Researchers find Amazon Alexa could eavesdrop on customers
NXP & Amazon talk up voice-enabled devices
Amelia somehow felt strangely out of focus once she had installed her new Amazon Echo voice recognition smartspeaker. Image Credit: Amazon

Researchers find Amazon Alexa could eavesdrop on customers

NEWSBYTE Security researchers have discovered a vulnerability that enabled Amazon’s voice assistant, Alexa, to listen in on people’s conversations after the ‘Alexa’ wake-up word had been detected.

According to a blog post by IT security firm Checkmarx, researchers Maty Siman and Shimi Eshkenazi from the Checkmarx Research Lab decided to test the idea of turning their own Amazon Echo into a tapping device.

Their initial challenge was to activate the Echo, given that the audio of Alexa-powered devices is only streamed to the cloud after the wake-up word is detected.

The researchers created a skill for Alexa, in this case a calculator, that was able to record and transcribe everything a person said and send that data back to a third party.

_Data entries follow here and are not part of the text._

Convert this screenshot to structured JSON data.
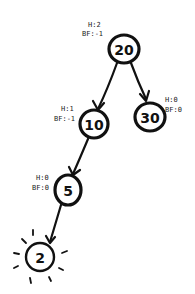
{
  "diagram": {
    "type": "avl-tree",
    "nodes": [
      {
        "id": "n20",
        "value": "20",
        "height_label": "H:2",
        "bf_label": "BF:-1"
      },
      {
        "id": "n10",
        "value": "10",
        "height_label": "H:1",
        "bf_label": "BF:-1"
      },
      {
        "id": "n30",
        "value": "30",
        "height_label": "H:0",
        "bf_label": "BF:0"
      },
      {
        "id": "n5",
        "value": "5",
        "height_label": "H:0",
        "bf_label": "BF:0"
      },
      {
        "id": "n2",
        "value": "2",
        "highlighted": true
      }
    ],
    "edges": [
      {
        "from": "20",
        "to": "10"
      },
      {
        "from": "20",
        "to": "30"
      },
      {
        "from": "10",
        "to": "5"
      },
      {
        "from": "5",
        "to": "2"
      }
    ],
    "colors": {
      "ink": "#111111",
      "background": "#ffffff"
    }
  }
}
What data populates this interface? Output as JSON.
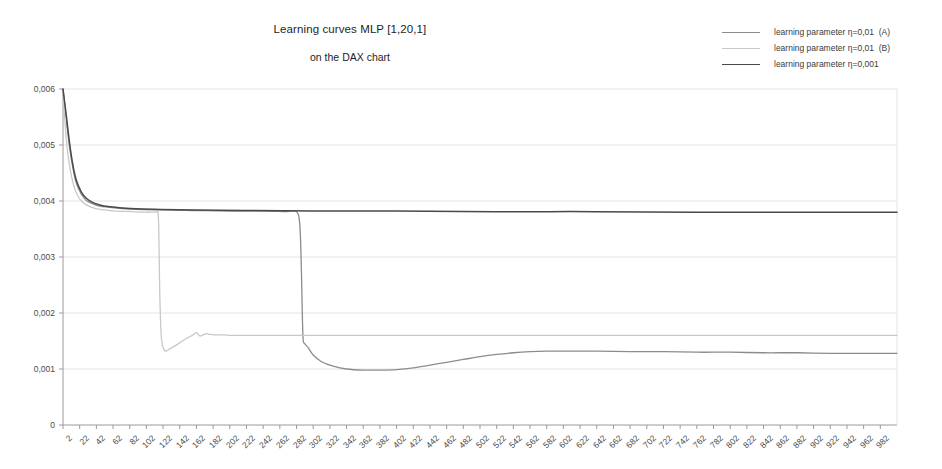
{
  "chart_data": {
    "type": "line",
    "title": "Learning curves MLP [1,20,1]",
    "subtitle": "on the DAX chart",
    "xlabel": "",
    "ylabel": "",
    "grid": true,
    "legend_position": "top-right",
    "xlim": [
      2,
      1002
    ],
    "ylim": [
      0,
      0.006
    ],
    "x_ticks": [
      2,
      22,
      42,
      62,
      82,
      102,
      122,
      142,
      162,
      182,
      202,
      222,
      242,
      262,
      282,
      302,
      322,
      342,
      362,
      382,
      402,
      422,
      442,
      462,
      482,
      502,
      522,
      542,
      562,
      582,
      602,
      622,
      642,
      662,
      682,
      702,
      722,
      742,
      762,
      782,
      802,
      822,
      842,
      862,
      882,
      902,
      922,
      942,
      962,
      982
    ],
    "y_ticks": [
      0,
      0.001,
      0.002,
      0.003,
      0.004,
      0.005,
      0.006
    ],
    "y_tick_labels": [
      "0",
      "0,001",
      "0,002",
      "0,003",
      "0,004",
      "0,005",
      "0,006"
    ],
    "decimal_separator": ",",
    "series": [
      {
        "name": "learning parameter η=0,01  (A)",
        "color": "#8c8c8c",
        "width": 1.3,
        "x": [
          2,
          6,
          10,
          14,
          18,
          24,
          30,
          38,
          46,
          56,
          70,
          90,
          120,
          160,
          200,
          240,
          270,
          282,
          286,
          288,
          289,
          290,
          292,
          296,
          302,
          312,
          326,
          342,
          362,
          382,
          402,
          422,
          442,
          462,
          482,
          502,
          522,
          542,
          562,
          582,
          602,
          642,
          682,
          722,
          762,
          802,
          842,
          882,
          922,
          962,
          1002
        ],
        "y": [
          0.006,
          0.00545,
          0.00495,
          0.00458,
          0.00432,
          0.00412,
          0.00401,
          0.00395,
          0.00391,
          0.00389,
          0.00387,
          0.00385,
          0.00384,
          0.00383,
          0.00382,
          0.00382,
          0.00381,
          0.00381,
          0.00356,
          0.00268,
          0.00195,
          0.00152,
          0.00145,
          0.00138,
          0.00125,
          0.00113,
          0.00105,
          0.001,
          0.00098,
          0.00098,
          0.00099,
          0.00102,
          0.00107,
          0.00112,
          0.00117,
          0.00122,
          0.00126,
          0.00129,
          0.00131,
          0.00132,
          0.00132,
          0.00132,
          0.00131,
          0.00131,
          0.0013,
          0.0013,
          0.00129,
          0.00129,
          0.00128,
          0.00128,
          0.00128
        ]
      },
      {
        "name": "learning parameter η=0,01  (B)",
        "color": "#c8c8c8",
        "width": 1.3,
        "x": [
          2,
          6,
          10,
          16,
          22,
          30,
          40,
          52,
          66,
          84,
          100,
          110,
          114,
          116,
          117,
          118,
          120,
          124,
          130,
          138,
          146,
          152,
          158,
          162,
          166,
          170,
          174,
          178,
          182,
          186,
          190,
          196,
          204,
          214,
          230,
          260,
          300,
          360,
          440,
          540,
          640,
          740,
          840,
          940,
          1002
        ],
        "y": [
          0.00595,
          0.0051,
          0.00462,
          0.00422,
          0.00404,
          0.00393,
          0.00387,
          0.00384,
          0.00382,
          0.00381,
          0.0038,
          0.0038,
          0.0038,
          0.0038,
          0.00336,
          0.00238,
          0.00155,
          0.00133,
          0.00136,
          0.00143,
          0.00151,
          0.00156,
          0.00161,
          0.00165,
          0.00159,
          0.00161,
          0.00163,
          0.00162,
          0.00161,
          0.00161,
          0.00161,
          0.00161,
          0.0016,
          0.0016,
          0.0016,
          0.0016,
          0.0016,
          0.0016,
          0.0016,
          0.0016,
          0.0016,
          0.0016,
          0.0016,
          0.0016,
          0.0016
        ]
      },
      {
        "name": "learning parameter η=0,001",
        "color": "#4a4a4a",
        "width": 1.5,
        "x": [
          2,
          6,
          10,
          14,
          18,
          24,
          30,
          38,
          46,
          56,
          70,
          90,
          120,
          160,
          220,
          300,
          400,
          520,
          640,
          760,
          880,
          1002
        ],
        "y": [
          0.006,
          0.00552,
          0.00502,
          0.00463,
          0.00437,
          0.00416,
          0.00405,
          0.00397,
          0.00393,
          0.0039,
          0.00388,
          0.00386,
          0.00385,
          0.00384,
          0.00383,
          0.00382,
          0.00382,
          0.00381,
          0.00381,
          0.0038,
          0.0038,
          0.0038
        ]
      }
    ]
  },
  "plot": {
    "left": 63,
    "right": 897,
    "top": 89,
    "bottom": 425,
    "grid_color": "#e3e3e3",
    "axis_color": "#9a9a9a",
    "background": "#ffffff"
  }
}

There were two challenges in achieving this. First, they had to ensure the Alexa recording session would stay active, and second, they wanted the listening device to transcribe what was said accurately.

Researchers found that it was possible to create such a hack when Alexa skills were configured to accept a specific sentence format with placeholders (slots) for closed lists of values, such as colours, places, or movie names – such as “What is the weather in [City]?”.

By keeping that empty slot open, the researchers were able to hack the device to record conversations. After that, speech to text algorithms could be deployed.

“Within a valid skill with legitimate intent functionality (for example a calculator skill that calculates math actions according to user input), the input can be captured to an external log, accessible to the skill developer,” said the researchers in their report.

Internet of Business says

Amazon has been informed of the issue and has reportedly set specific criteria to identify (and reject if necessary) eavesdropping skills during certification. Alexa will now detect empty reprompts and take appropriate actions, as well as detect longer-than-usual sessions, said Amazon.

However, the flaw has come to light just as Amazon is extending the functionality of its digital assistant, to include follow-up questions that will no longer need the ‘Alexa’ keyword to activate them.

The aim, as explained in our detailed report, is to enable Alexa to have more natural conversations via improved memory, context carryover, and skills arbitration, all of which demands that the assistant stays active without the keyword in order to converse with the owner of any Alexa-powered device – numbers of which are growing, as the report explains.

The potential for Alexa to record conversations or transmit them to the cloud would therefore appear to be growing, not receding, as a result of these new skills.